Three years ago, friends Becky and Hayden grew weary of the uptight New York dining scene, longing for a place where they could meet up with friends, have a good, simple meal, and chill out. So they took it upon themselves to provide it in the form of Homeslice West. About once a month, these Dixieland expats put together a reasonably priced dinner (around $50) in an ever-changing location for about twenty hungry guests. “We do it for the love of unfussy cooking,” says Becky. “If we can have every person that experiences an ‘underground’ eat something new and leave having made a new friend, we win.”
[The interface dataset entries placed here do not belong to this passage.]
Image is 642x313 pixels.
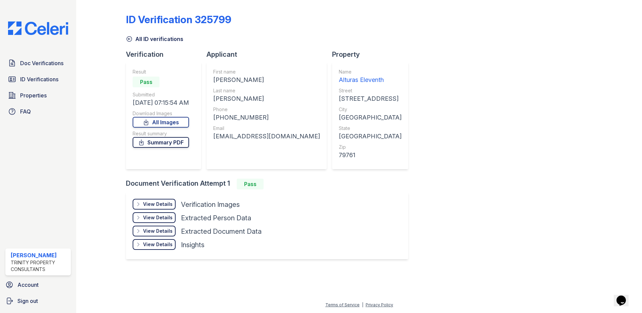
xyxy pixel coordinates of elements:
[366,302,393,307] a: Privacy Policy
[207,50,332,59] div: Applicant
[143,228,173,234] div: View Details
[181,240,205,250] div: Insights
[213,125,320,132] div: Email
[5,73,71,86] a: ID Verifications
[325,302,360,307] a: Terms of Service
[17,281,39,289] span: Account
[213,132,320,141] div: [EMAIL_ADDRESS][DOMAIN_NAME]
[339,132,402,141] div: [GEOGRAPHIC_DATA]
[339,75,402,85] div: Alturas Eleventh
[20,59,63,67] span: Doc Verifications
[339,94,402,103] div: [STREET_ADDRESS]
[339,150,402,160] div: 79761
[133,69,189,75] div: Result
[362,302,363,307] div: |
[5,105,71,118] a: FAQ
[181,200,240,209] div: Verification Images
[3,294,74,308] a: Sign out
[5,56,71,70] a: Doc Verifications
[339,113,402,122] div: [GEOGRAPHIC_DATA]
[126,13,231,26] div: ID Verification 325799
[3,21,74,35] img: CE_Logo_Blue-a8612792a0a2168367f1c8372b55b34899dd931a85d93a1a3d3e32e68fde9ad4.png
[5,89,71,102] a: Properties
[614,286,635,306] iframe: chat widget
[133,130,189,137] div: Result summary
[20,91,47,99] span: Properties
[133,91,189,98] div: Submitted
[126,50,207,59] div: Verification
[3,278,74,292] a: Account
[237,179,264,189] div: Pass
[20,75,58,83] span: ID Verifications
[20,107,31,116] span: FAQ
[133,117,189,128] a: All Images
[17,297,38,305] span: Sign out
[143,241,173,248] div: View Details
[133,98,189,107] div: [DATE] 07:15:54 AM
[213,87,320,94] div: Last name
[181,227,262,236] div: Extracted Document Data
[143,214,173,221] div: View Details
[11,251,68,259] div: [PERSON_NAME]
[339,106,402,113] div: City
[339,69,402,85] a: Name Alturas Eleventh
[339,87,402,94] div: Street
[181,213,251,223] div: Extracted Person Data
[213,69,320,75] div: First name
[339,144,402,150] div: Zip
[126,179,414,189] div: Document Verification Attempt 1
[126,35,183,43] a: All ID verifications
[332,50,414,59] div: Property
[213,94,320,103] div: [PERSON_NAME]
[213,75,320,85] div: [PERSON_NAME]
[133,110,189,117] div: Download Images
[213,106,320,113] div: Phone
[213,113,320,122] div: [PHONE_NUMBER]
[143,201,173,208] div: View Details
[11,259,68,273] div: Trinity Property Consultants
[339,125,402,132] div: State
[133,137,189,148] a: Summary PDF
[339,69,402,75] div: Name
[133,77,160,87] div: Pass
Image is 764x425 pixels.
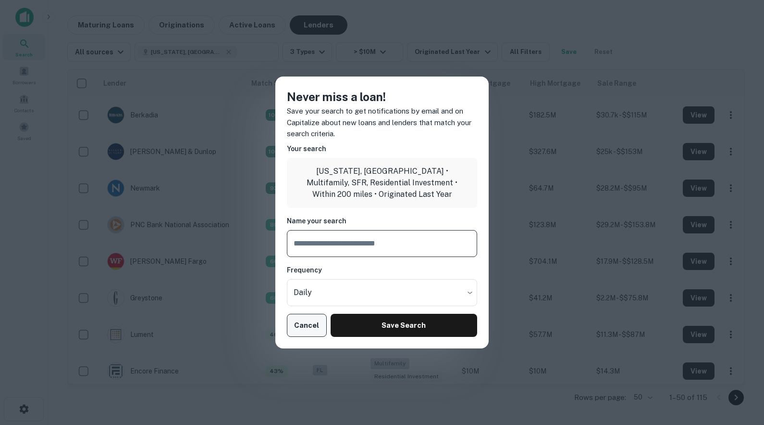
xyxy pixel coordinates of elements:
button: Save Search [331,313,477,337]
h6: Frequency [287,264,477,275]
p: Save your search to get notifications by email and on Capitalize about new loans and lenders that... [287,105,477,139]
h6: Your search [287,143,477,154]
h4: Never miss a loan! [287,88,477,105]
iframe: Chat Widget [716,317,764,363]
h6: Name your search [287,215,477,226]
div: Without label [287,279,477,306]
button: Cancel [287,313,327,337]
p: [US_STATE], [GEOGRAPHIC_DATA] • Multifamily, SFR, Residential Investment • Within 200 miles • Ori... [295,165,470,200]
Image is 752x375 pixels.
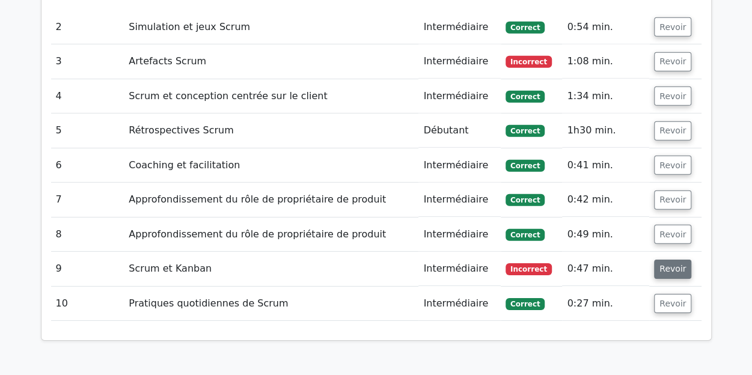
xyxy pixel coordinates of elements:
font: 0:41 min. [567,159,613,171]
button: Revoir [654,17,692,37]
font: Revoir [660,91,686,101]
font: Intermédiaire [423,298,488,309]
font: Correct [511,300,541,309]
font: Simulation et jeux Scrum [129,21,250,32]
font: 1:08 min. [567,55,613,67]
button: Revoir [654,294,692,313]
font: Correct [511,162,541,170]
button: Revoir [654,87,692,106]
font: 7 [56,194,62,205]
font: 0:27 min. [567,298,613,309]
font: Intermédiaire [423,55,488,67]
font: 2 [56,21,62,32]
font: 0:42 min. [567,194,613,205]
font: Correct [511,196,541,204]
font: 4 [56,90,62,102]
font: Approfondissement du rôle de propriétaire de produit [129,229,386,240]
font: Intermédiaire [423,90,488,102]
font: Approfondissement du rôle de propriétaire de produit [129,194,386,205]
font: Scrum et conception centrée sur le client [129,90,327,102]
font: 1h30 min. [567,124,616,136]
font: 5 [56,124,62,136]
font: Pratiques quotidiennes de Scrum [129,298,288,309]
font: Correct [511,231,541,239]
button: Revoir [654,260,692,279]
font: 9 [56,263,62,274]
font: Revoir [660,299,686,309]
font: 0:47 min. [567,263,613,274]
font: Incorrect [511,265,547,274]
font: Correct [511,23,541,32]
button: Revoir [654,225,692,244]
font: 0:49 min. [567,229,613,240]
font: Revoir [660,126,686,136]
font: Artefacts Scrum [129,55,206,67]
font: 6 [56,159,62,171]
font: 8 [56,229,62,240]
font: Revoir [660,265,686,274]
button: Revoir [654,156,692,175]
font: Correct [511,127,541,135]
font: Revoir [660,230,686,239]
font: Revoir [660,57,686,67]
button: Revoir [654,121,692,141]
font: Rétrospectives Scrum [129,124,233,136]
font: Revoir [660,195,686,205]
font: 0:54 min. [567,21,613,32]
font: Intermédiaire [423,159,488,171]
button: Revoir [654,52,692,72]
font: 3 [56,55,62,67]
font: 10 [56,298,68,309]
font: Scrum et Kanban [129,263,212,274]
font: Débutant [423,124,469,136]
font: 1:34 min. [567,90,613,102]
font: Correct [511,93,541,101]
font: Intermédiaire [423,263,488,274]
font: Intermédiaire [423,229,488,240]
font: Revoir [660,161,686,170]
font: Coaching et facilitation [129,159,240,171]
button: Revoir [654,191,692,210]
font: Revoir [660,22,686,32]
font: Intermédiaire [423,21,488,32]
font: Intermédiaire [423,194,488,205]
font: Incorrect [511,58,547,66]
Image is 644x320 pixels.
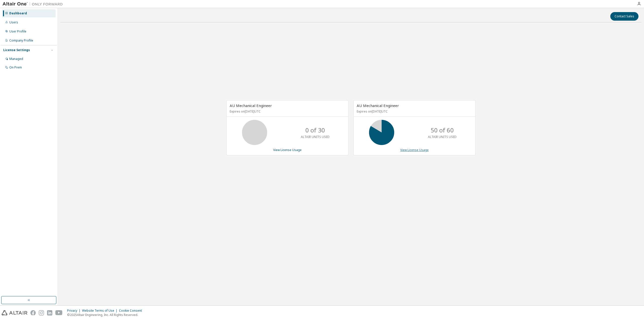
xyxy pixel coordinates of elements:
[9,20,18,25] div: Users
[67,309,82,313] div: Privacy
[230,103,272,108] span: AU Mechanical Engineer
[9,57,23,61] div: Managed
[2,1,65,7] img: Altair One
[67,313,145,317] p: © 2025 Altair Engineering, Inc. All Rights Reserved.
[301,135,330,139] p: ALTAIR UNITS USED
[273,148,302,152] a: View License Usage
[357,110,471,114] p: Expires on [DATE] UTC
[610,12,638,21] button: Contact Sales
[30,310,36,316] img: facebook.svg
[39,310,44,316] img: instagram.svg
[428,135,456,139] p: ALTAIR UNITS USED
[9,65,22,70] div: On Prem
[230,110,344,114] p: Expires on [DATE] UTC
[9,38,33,43] div: Company Profile
[3,48,30,52] div: License Settings
[55,310,63,316] img: youtube.svg
[119,309,145,313] div: Cookie Consent
[430,126,454,135] p: 50 of 60
[82,309,119,313] div: Website Terms of Use
[1,310,27,316] img: altair_logo.svg
[305,126,325,135] p: 0 of 30
[400,148,429,152] a: View License Usage
[9,11,27,15] div: Dashboard
[47,310,52,316] img: linkedin.svg
[357,103,399,108] span: AU Mechanical Engineer
[9,29,27,34] div: User Profile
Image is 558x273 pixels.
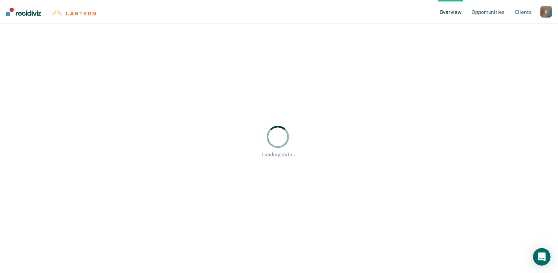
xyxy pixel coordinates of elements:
[6,8,96,16] a: |
[533,248,550,266] div: Open Intercom Messenger
[540,6,552,18] button: B
[51,10,96,16] img: Lantern
[6,8,41,16] img: Recidiviz
[41,10,51,16] span: |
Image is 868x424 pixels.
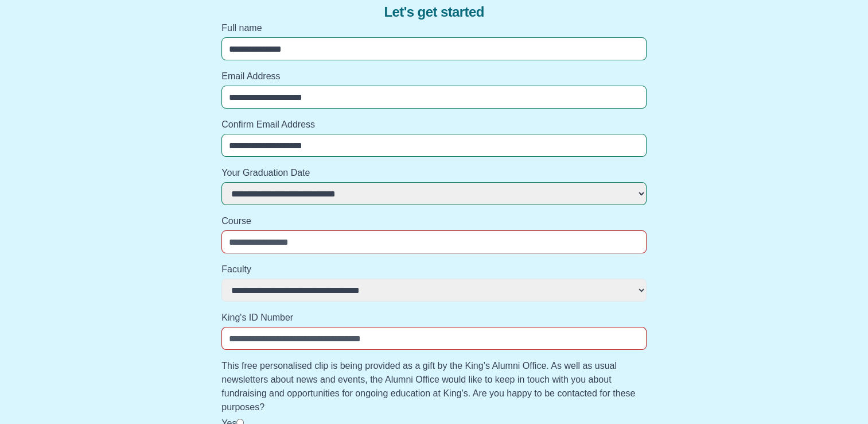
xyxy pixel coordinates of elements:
span: Let's get started [384,3,484,21]
label: Course [222,214,647,228]
label: Email Address [222,69,647,83]
label: Full name [222,21,647,35]
label: Your Graduation Date [222,166,647,180]
label: Faculty [222,263,647,276]
label: King's ID Number [222,311,647,324]
label: Confirm Email Address [222,118,647,132]
label: This free personalised clip is being provided as a gift by the King’s Alumni Office. As well as u... [222,359,647,414]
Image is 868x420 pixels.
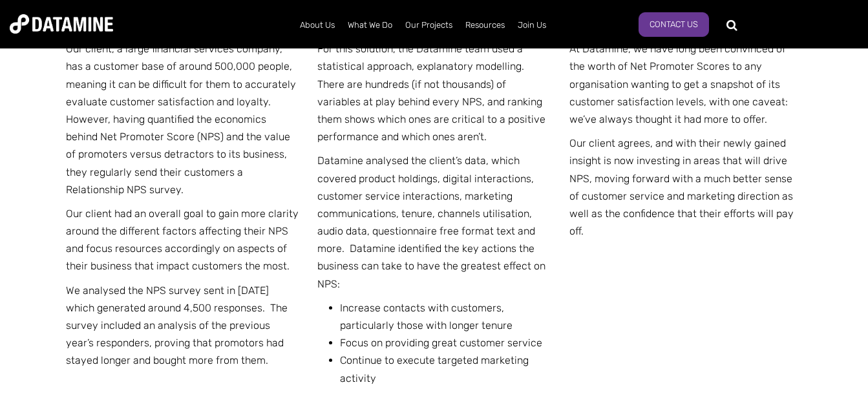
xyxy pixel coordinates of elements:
a: Our Projects [399,9,459,42]
p: We analysed the NPS survey sent in [DATE] which generated around 4,500 responses. The survey incl... [66,282,299,370]
li: Increase contacts with customers, particularly those with longer tenure [340,299,551,335]
a: Join Us [511,9,553,42]
p: For this solution, the Datamine team used a statistical approach, explanatory modelling. There ar... [318,40,551,145]
p: Our client agrees, and with their newly gained insight is now investing in areas that will drive ... [570,134,803,240]
li: Continue to execute targeted marketing activity [340,352,551,387]
img: Datamine [10,15,113,33]
p: Our client had an overall goal to gain more clarity around the different factors affecting their ... [66,205,299,276]
p: Our client, a large financial services company, has a customer base of around 500,000 people, mea... [66,40,299,198]
a: What We Do [341,9,399,42]
span: At Datamine, we have long been convinced of the worth of Net Promoter Scores to any organisation ... [570,43,788,126]
a: Contact Us [638,13,709,37]
a: About Us [293,9,341,42]
a: Resources [459,9,511,42]
p: Datamine analysed the client’s data, which covered product holdings, digital interactions, custom... [318,152,551,293]
li: Focus on providing great customer service [340,335,551,352]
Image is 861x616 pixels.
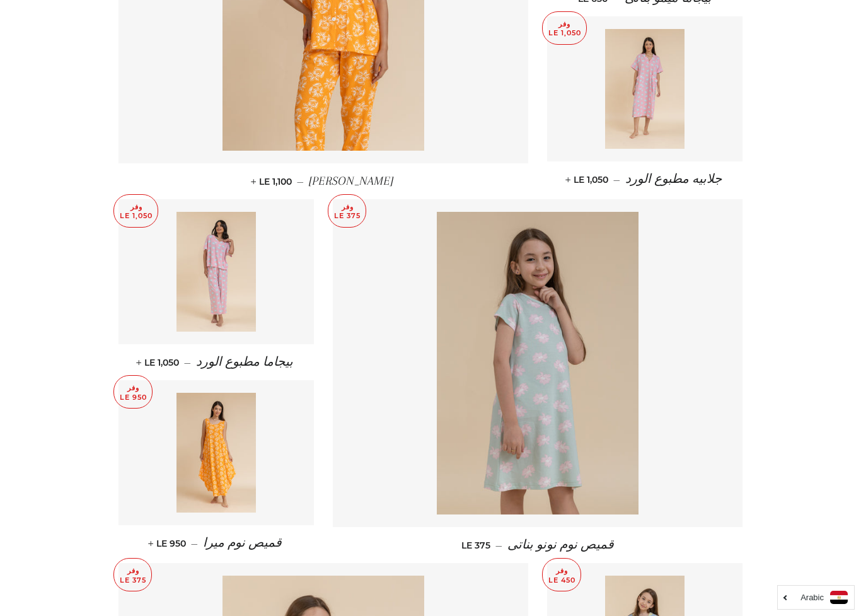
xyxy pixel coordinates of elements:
[119,164,528,199] a: [PERSON_NAME] — LE 1,100
[119,344,314,380] a: بيجاما مطبوع الورد — LE 1,050
[114,558,151,591] p: وفر LE 375
[547,161,742,197] a: جلابيه مطبوع الورد — LE 1,050
[297,176,303,187] span: —
[543,558,580,591] p: وفر LE 450
[119,525,314,561] a: قميص نوم ميرا — LE 950
[613,174,620,186] span: —
[507,538,614,551] span: قميص نوم نونو بناتى
[625,172,722,186] span: جلابيه مطبوع الورد
[543,12,586,44] p: وفر LE 1,050
[151,538,186,549] span: LE 950
[309,174,393,188] span: [PERSON_NAME]
[462,539,491,551] span: LE 375
[184,357,191,368] span: —
[138,357,179,368] span: LE 1,050
[329,195,366,227] p: وفر LE 375
[784,591,848,604] a: Arabic
[114,195,157,227] p: وفر LE 1,050
[196,355,293,369] span: بيجاما مطبوع الورد
[568,174,608,186] span: LE 1,050
[333,527,742,563] a: قميص نوم نونو بناتى — LE 375
[800,593,824,602] i: Arabic
[191,538,198,549] span: —
[114,376,152,408] p: وفر LE 950
[203,535,281,550] span: قميص نوم ميرا
[253,176,292,187] span: LE 1,100
[495,539,502,551] span: —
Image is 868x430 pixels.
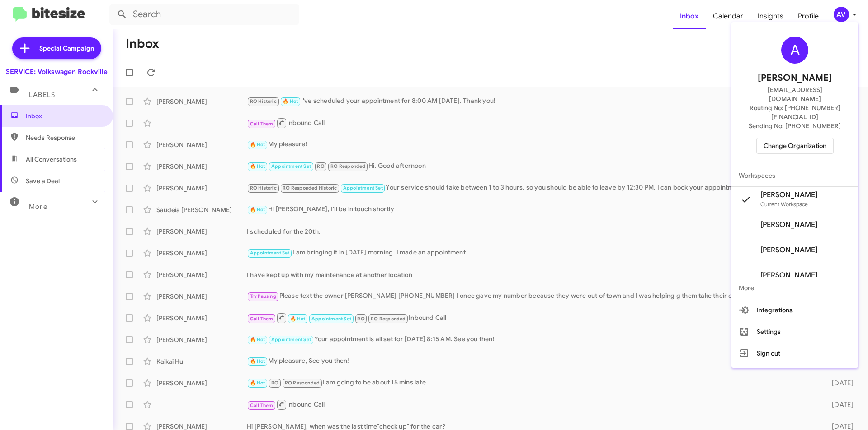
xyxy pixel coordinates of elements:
[763,138,826,153] span: Change Organization
[760,271,817,280] span: [PERSON_NAME]
[742,85,847,103] span: [EMAIL_ADDRESS][DOMAIN_NAME]
[731,300,858,321] button: Integrations
[731,321,858,342] button: Settings
[757,71,832,85] span: [PERSON_NAME]
[742,103,847,122] span: Routing No: [PHONE_NUMBER][FINANCIAL_ID]
[760,190,817,200] span: [PERSON_NAME]
[756,137,833,154] button: Change Organization
[760,201,807,208] span: Current Workspace
[731,165,858,186] span: Workspaces
[781,36,808,63] div: A
[749,122,840,130] span: Sending No: [PHONE_NUMBER]
[731,342,858,364] button: Sign out
[760,246,817,254] span: [PERSON_NAME]
[731,277,858,299] span: More
[760,220,817,229] span: [PERSON_NAME]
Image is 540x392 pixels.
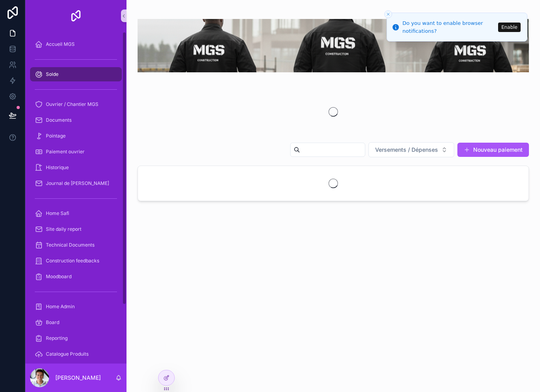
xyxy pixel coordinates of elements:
[30,300,122,313] a: Home Admin
[30,253,122,268] a: Construction feedbacks
[30,269,122,283] a: Moodboard
[46,242,94,248] span: Technical Documents
[25,32,126,363] div: scrollable content
[46,303,75,310] span: Home Admin
[46,180,109,187] span: Journal de [PERSON_NAME]
[30,113,122,127] a: Documents
[46,41,75,47] span: Accueil MGS
[138,19,529,72] img: 35172-Gemini_Generated_Image_pn16awpn16awpn16.png
[369,142,454,157] button: Select Button
[46,335,68,341] span: Reporting
[30,331,122,345] a: Reporting
[46,71,59,77] span: Solde
[30,145,122,159] a: Paiement ouvrier
[46,101,99,107] span: Ouvrier / Chantier MGS
[30,222,122,236] a: Site daily report
[46,164,69,170] span: Historique
[30,346,122,361] a: Catalogue Produits
[30,315,122,330] a: Board
[375,145,438,154] span: Versements / Dépenses
[69,9,82,22] img: App logo
[46,351,89,357] span: Catalogue Produits
[30,37,122,51] a: Accueil MGS
[498,22,521,32] button: Enable
[46,273,72,280] span: Moodboard
[46,133,66,139] span: Pointage
[46,210,69,217] span: Home Safi
[46,319,59,325] span: Board
[56,374,101,381] p: [PERSON_NAME]
[402,19,496,35] div: Do you want to enable browser notifications?
[46,258,99,264] span: Construction feedbacks
[30,97,122,111] a: Ouvrier / Chantier MGS
[384,10,392,18] button: Close toast
[46,117,72,123] span: Documents
[30,176,122,190] a: Journal de [PERSON_NAME]
[30,238,122,252] a: Technical Documents
[30,160,122,175] a: Historique
[30,67,122,81] a: Solde
[30,129,122,143] a: Pointage
[46,226,81,232] span: Site daily report
[30,206,122,220] a: Home Safi
[458,142,529,157] button: Nouveau paiement
[46,149,84,155] span: Paiement ouvrier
Plate and Pitchfork | Portland, Oregon | www.plateandpitchfork.com

Entering its sixth season creating farm-inspired dinners, Portland’s Plate and Pitchfork strictly adheres to local ingredients, serving each meal to about one hundred guests at a different working farm (which diners get to tour before sitting down to eat). Says cofounder Erika Polmar: “We have a short season to take advantage of the best produce and best weather in our fine, rainy state of Oregon. You’ll find us on farms from late July through the end of August. Our entire season sold out in less than four hours, so I guess you could say the response from the public is overwhelming.”

Supper Underground | Austin, Texas | www.supperunderground.com

With seven hundred hungry Austinites clamoring for a seat at Hannah Calvert and Tasso Ziebarth’s Supper Underground, it’s nothing short of amazing that they started with only a few friends who showed up for dinner. Today guests are selected by lottery, and the location for the four-course dinners, frequently a private residence, changes every month. During the upcoming months, expect to see local late-summer bounty, like heirloom tomatoes in all their juicy glory, crisp apples accompanying bacon-wrapped pork loin, or heady butternut squash soup topped with spiced walnuts.

The Red Rooster | New York, New York

The Red Rooster doesn’t fly far from its coop, a private dining room at the chic downtown corner restaurant Paris Commune. Founded by the eatery’s owners—Laurence Isaacson, Jaime Martinez, and Hugo Uys—the free but invite-only club began in February 2008 as a way to not only celebrate poultry but bring back the art of dinner conversation. Bonus: there’s always a guest speaker, like author Josh Ozersky, winner of a James Beard Foundation award, who opined on the topic of foie gras during one dinner—to introduce the bird at hand and encourage the conversation around the table to take flight.

Rogue Apron | Atlanta, GA | www.rogueapron.com

Rogue Apron is so underground, its founder will not reveal her real name: she goes by the moniker Lady Rogue to keep the local health-code constabulary off her trail. At these fast-booking, imaginative monthly dinners the only element that stays the same is the pairing of home-brewed beer and a far-flung cuisine. But Lady Rogue is cooking up more than just the grub: “The social-dining movement has the potential to make fundamental changes in how people approach their relationship with food,” she says. “Strangers come together to experience a meal under unusual circumstances, and leave as friends.”

One Pot | Seattle, Washington | www.onepot.org

Michael Hebb is no stranger to the supper club circuit or, for that matter, to running a restaurant. The former Portland, Oregon, resident and progenitor of “Kill the Restaurant,” which started as a supper club itself and has turned into a national antiestablishment movement, has owned three legitimate eateries and also put together off-the-radar meals that are, he says, “a bit more of a practice of conceptual art.” His “guerrilla dinners” are meant to inspire thinking as well as salivating, and occur everywhere from homes to art galleries. One recent series of dinners was set up alongside Interstate 5, which cuts through a wide swath of wildlife habitat, with the intention of sparking a dialogue about development and nature. Hebb sums it up like this: “The table is an important cultural archetype and tool that we’ve really stopped using.”